Midcap stocks beat the S&P 500 in 30-year MarketWatch analysis
MarketWatch columnist Brett Arends says the S&P MidCap 400 outpaced the S&P 500 over three decades, with less concentration and a lower valuation.
By Sal Moretti · Money Reporter
3 min read
The S&P 500 may be the default pick in many retirement accounts, but MarketWatch columnist Brett Arends says a less famous U.S. stock benchmark has delivered the better long-term ride.
In an analysis published July 18, Arends compared the S&P 500, the heavyweight index of large American companies, with the S&P MidCap 400, which tracks midsize firms. His conclusion: over the past 30 years, the midcap index came out ahead by a wide margin.
Arends calculated that a $10,000 investment made in July 1996 in the State Street SPDR S&P Midcap 400 ETF, with dividends reinvested and taxes ignored, would now be worth about $226,000. That works out to an average compound return of almost 11% a year, according to his analysis.
The same $10,000 put into the State Street SPDR S&P 500 ETF Trust over that period would have grown to about $188,000, Arends wrote. That is roughly 17% less, with an average compound return of 10.3%.
Risk depends on how it is measured
Arends said the S&P 500 looked safer under the Wall Street habit of treating volatility as a stand-in for risk. On measures such as the Sortino ratio, the large-company index scored better in his analysis.
Other yardsticks told a different story. Arends wrote that the largest temporary loss, or drawdown, was slightly worse for the S&P 500, at 51%, compared with 49% for the S&P MidCap 400.
The gap widened when he looked at the weakest rolling periods for investors. Arends said the S&P 500 had worse worst-case results than the midcap index across one-, three-, five-, seven-, 10- and 15-year spans.
One example stood out in his review: during its worst 10-year stretch, the S&P 500 lost an average of 3.5% a year. During the S&P MidCap 400’s worst 10-year run, investors still earned a positive average return of 3.6% a year, according to Arends.
He also pointed to the long slump after the 2000 market peak. Adjusted for inflation, Arends wrote, the S&P 500 did not recover its September 2000 high until May 2013. The S&P MidCap 400 took less than nine years to get back to its old level, measured to the brief bottom of the 2008-09 crash.
Less top-heavy, and cheaper
Arends said the midcap index also looks more diversified. The S&P 500 has become heavily tied to a small group of technology leaders, including Nvidia, Apple and Microsoft, he wrote.
According to the column, the five biggest holdings in an S&P 500 index fund make up 29% of the fund’s value. In the S&P MidCap 400, the top five account for 4.1%.

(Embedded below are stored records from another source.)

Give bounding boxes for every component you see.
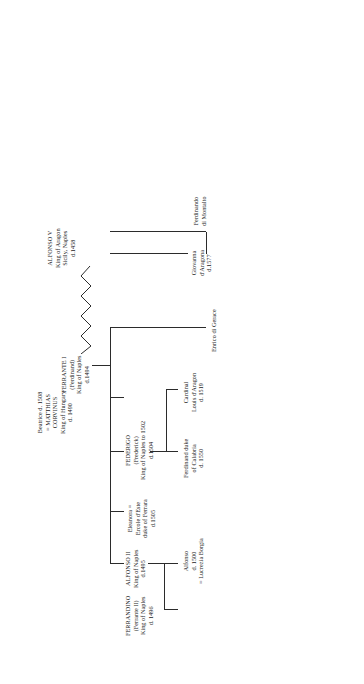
- node-ferdinand-calabria[interactable]: Ferdinand duke of Calabria d. 1550: [182, 439, 205, 478]
- connector-enrico-drop: [110, 327, 194, 328]
- node-line: (Frederick): [132, 421, 140, 480]
- node-ferdinando-di-montalto[interactable]: Ferdinando di Montalto: [192, 196, 207, 226]
- node-federigo[interactable]: FEDERIGO (Frederick) King of Naples to 1…: [124, 421, 154, 480]
- connector-lower-right-drop: [110, 253, 188, 254]
- node-line: King of Naples: [75, 355, 83, 394]
- node-line: FERRANDINO: [124, 596, 132, 636]
- node-line: = MATTHIAS: [44, 391, 52, 434]
- node-line: Alfonso: [182, 538, 190, 584]
- node-alfonso-v[interactable]: ALFONSO V King of Aragon Sicily, Naples …: [46, 228, 76, 268]
- node-alfonso-1500[interactable]: Alfonso d. 1500 = Lucrezia Borgia: [182, 538, 205, 584]
- node-line: d. 1496: [147, 596, 155, 636]
- node-line: d.1494: [83, 355, 91, 394]
- connector-alfonsoii-drop: [148, 563, 164, 564]
- node-ferrandino[interactable]: FERRANDINO (Ferrante II) King of Naples …: [124, 596, 154, 636]
- connector-drop-alfonso-1500: [164, 563, 178, 564]
- node-line: d.1504: [147, 421, 155, 480]
- node-line: (Ferrante II): [132, 596, 140, 636]
- connector-drop-ferdinand-calabria: [166, 451, 178, 452]
- node-line: d. 1550: [197, 439, 205, 478]
- node-line: di Montalto: [200, 196, 208, 226]
- connector-drop-eleanora: [110, 511, 124, 512]
- connector-drop-alfonso-ii: [110, 563, 124, 564]
- node-line: d.1505: [149, 499, 157, 538]
- node-beatrice[interactable]: Beatrice d. 1508 = MATTHIAS CORVINUS Kin…: [36, 391, 74, 434]
- node-line: Giovanna: [190, 250, 198, 276]
- node-line: King of Hungary: [59, 391, 67, 434]
- node-line: of Calabria: [190, 439, 198, 478]
- node-line: Louis d'Aragon: [190, 373, 198, 412]
- node-line: King of Naples: [139, 596, 147, 636]
- connector-federigo-children-bar: [166, 390, 167, 452]
- node-line: King of Naples: [132, 549, 140, 588]
- node-ferrante-i[interactable]: FERRANTE I (Ferdinand) King of Naples d.…: [60, 355, 90, 394]
- genealogy-chart-rotated: ALFONSO V King of Aragon Sicily, Naples …: [0, 0, 364, 684]
- node-alfonso-ii[interactable]: ALFONSO II King of Naples d.1495: [124, 549, 147, 588]
- connector-enrico-stub: [194, 327, 206, 328]
- node-line: Ferdinand duke: [182, 439, 190, 478]
- node-line: d.1458: [69, 228, 77, 268]
- node-line: d.1577: [205, 250, 213, 276]
- node-line: (Ferdinand): [68, 355, 76, 394]
- node-line: Enrico di Gerace: [210, 309, 218, 352]
- genealogy-sheet: ALFONSO V King of Aragon Sicily, Naples …: [0, 0, 364, 684]
- node-eleanora[interactable]: Eleanora = Ercole d'Este duke of Ferrara…: [126, 499, 156, 538]
- connector-ferrante-drop: [92, 365, 110, 366]
- connector-drop-ferrandino: [164, 609, 178, 610]
- connector-alfonsoii-children-bar: [164, 564, 165, 610]
- node-line: FERRANTE I: [60, 355, 68, 394]
- connector-enrico-bar: [110, 328, 111, 366]
- node-line: d.1495: [139, 549, 147, 588]
- node-line: Ferdinando: [192, 196, 200, 226]
- node-line: Eleanora =: [126, 499, 134, 538]
- connector-drop-cardinal-louis: [166, 389, 178, 390]
- connector-drop-beatrice: [110, 397, 124, 398]
- node-line: ALFONSO II: [124, 549, 132, 588]
- node-enrico-di-gerace[interactable]: Enrico di Gerace: [210, 309, 218, 352]
- node-giovanna[interactable]: Giovanna d'Aragona d.1577: [190, 250, 213, 276]
- node-line: Cardinal: [182, 373, 190, 412]
- node-line: Sicily, Naples: [61, 228, 69, 268]
- node-line: FEDERIGO: [124, 421, 132, 480]
- node-line: Ercole d'Este: [134, 499, 142, 538]
- node-line: duke of Ferrara: [141, 499, 149, 538]
- node-line: King of Naples to 1502: [139, 421, 147, 480]
- node-line: Beatrice d. 1508: [36, 391, 44, 434]
- node-line: d'Aragona: [198, 250, 206, 276]
- node-line: ALFONSO V: [46, 228, 54, 268]
- node-line: d. 1519: [197, 373, 205, 412]
- connector-children-bar: [110, 366, 111, 564]
- connector-drop-federigo: [110, 451, 124, 452]
- node-line: d. 1490: [66, 391, 74, 434]
- illegitimate-descent-zigzag: [78, 262, 94, 354]
- node-line: = Lucrezia Borgia: [197, 538, 205, 584]
- connector-giovanna-drop: [110, 231, 206, 232]
- node-line: CORVINUS: [51, 391, 59, 434]
- node-line: d. 1500: [190, 538, 198, 584]
- node-line: King of Aragon: [54, 228, 62, 268]
- node-cardinal-louis[interactable]: Cardinal Louis d'Aragon d. 1519: [182, 373, 205, 412]
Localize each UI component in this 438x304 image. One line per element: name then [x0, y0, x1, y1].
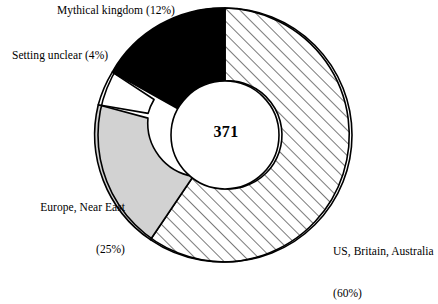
slice-label-europe-near-east-line2: (25%) — [3, 242, 125, 256]
slice-label-europe-near-east: Europe, Near East (25%) — [3, 172, 125, 284]
slice-label-mythical-kingdom: Mythical kingdom (12%) — [57, 3, 175, 17]
slice-label-us-britain-australia-line1: US, Britain, Australia — [333, 244, 438, 258]
slice-label-setting-unclear: Setting unclear (4%) — [12, 48, 108, 62]
slice-label-us-britain-australia: US, Britain, Australia (60%) — [333, 216, 438, 304]
slice-label-europe-near-east-line1: Europe, Near East — [3, 200, 125, 214]
slice-label-us-britain-australia-line2: (60%) — [333, 286, 438, 300]
donut-center-total: 371 — [176, 123, 276, 141]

Valuation is another point in the midcap index’s favor, according to Arends. He wrote that the S&P MidCap 400 trades at 16 times forecast per-share earnings, while the large-cap S&P 500 trades at a price-to-earnings ratio above 20.
The S&P MidCap 400 includes companies ranging from Boston Beer, valued at about $1.7 billion, to cloud-communications company Twilio, valued at $33 billion, according to the column.
Arends cautioned that past results do not settle what happens next. He also noted that many financial advisers say investors do not have to pick one index over the other and can hold both.
This story draws on original reporting from MarketWatch.